Pizarro, who expects more infrastructure deployment investments down the road, particularly around electric vehicles, and the other CEOs also highlighted the industry’s investments in smarter energy infrastructure.

The member companies of EEI, which represents all of the nation’s investor-owned electric companies, currently invest more than $110 billion each year, on average, to make the energy grid smarter, cleaner, more efficient, and more secure, according to EEI, which says such investments also have a major impact on jobs and the economy.

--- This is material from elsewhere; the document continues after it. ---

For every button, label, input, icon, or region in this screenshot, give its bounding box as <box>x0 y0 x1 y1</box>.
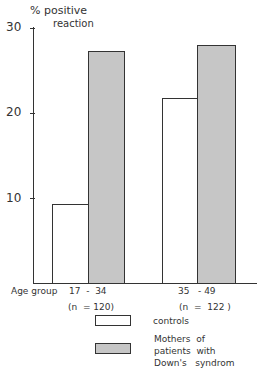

“Customers want cleaner, more reliable, more resilient energy,” said Ameren’s Baxter. “Collaboratively, as an industry, we have been working to make sure that we have policies in place to support those investments…. At the same time we make these investments, we’re creating thousands and thousands of jobs across this country.”

Baxter added that while federal policies are in place to support investments in a timely manner, it’s a work in progress. “We’ve made good progress over the years as an industry,” he said, “but more needs to be done.”

Racial injustice also was a topic that the CEOs discussed.

Fowke pointed out that the May 25 murder of a black man named George Floyd by four white police officers happened “right in our backyard of Minneapolis,” where Xcel Energy is headquartered.

The situation, he said, “really gave me an opportunity to reflect.”

“There’s more that I can do as a CEO. There’s more that I think the industry can do. It’s not to say that we haven’t done good work, but let’s do more. Let’s make a difference in our communities. Let’s do a better job hiring, retaining and promoting people of color,” said Fowke. “There’s a lot of best practices out there. I think as an industry we can really come together and adopt more best practices to make a difference.”

Fowke also said that while racial injustice has been a long-term problem, he thinks the utilities can come together to make changes, “just like anything else we tackle as an industry.”